For almost two decades, the world has watched Nicole Kidman as a movie star, a red carpet icon, and one half of a golden couple with Keith Urban. What we have not heard, at least not in her own simple words, is how it really felt to live that life behind closed doors.
Now, after a painful split and a storm of headlines, reports say Nicole is planning something far bigger than a revenge story. She is quietly shaping a memoir that could change how we see her forever. Not just as Tom Cruise’s ex. Not just as Keith Urban’s wife. As Nicole.
At the heart of it are two people who never asked for the spotlight: her daughters, Sunday and Faith. Friends say she wants them to grow up with her true story in their hands, not the noisy version written by strangers.
For years, Nicole stayed silent while others filled in the blanks. A memoir would flip that script.
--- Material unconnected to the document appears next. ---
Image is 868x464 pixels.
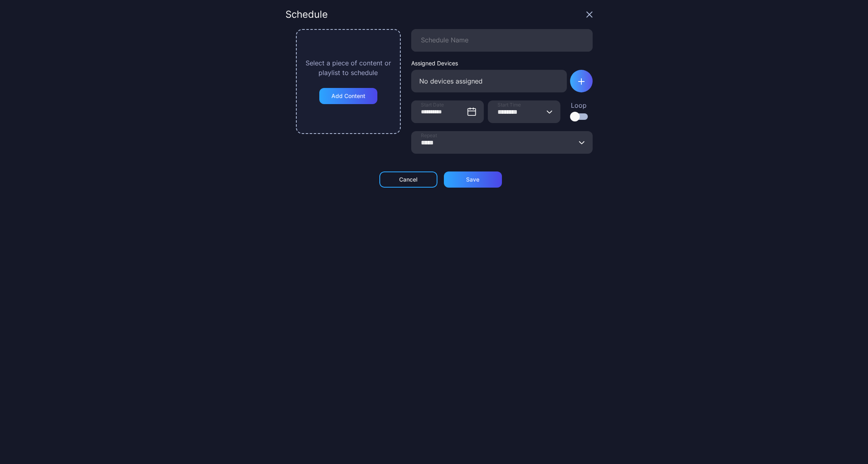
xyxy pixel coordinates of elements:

It would let her walk the reader through the highs and lows of both marriages, the career wins, the private heartbreak, and the moments when she almost broke but kept going.
Nicole Kidman’s Shocking Revenge Move Against Keith Urban
Even as she thinks about telling her life story, she is still leading big projects that demand her full focus. One of the clearest examples is her recent return to prestige television with Nine Perfect Strangers. In the new season, she again plays the intense wellness guru Masha while also serving as an executive producer. The trailer alone shows how much energy, travel, and preparation a single series takes, which helps explain why finding quiet time to write this book is so difficult.
Nine Perfect Strangers | Season 2 Official Trailer | Hulu
If you want a glimpse of how honest and unfiltered this memoir could feel, you only need to remember one small but powerful moment. Soon after her split from Tom Cruise, Nicole sat on David Letterman’s couch and was asked how she was doing. Her answer was simple: “Well, I can wear heels now.” It was funny, sharp, and full of hidden meaning. That tiny line captured years of pressure, control, and finally freedom.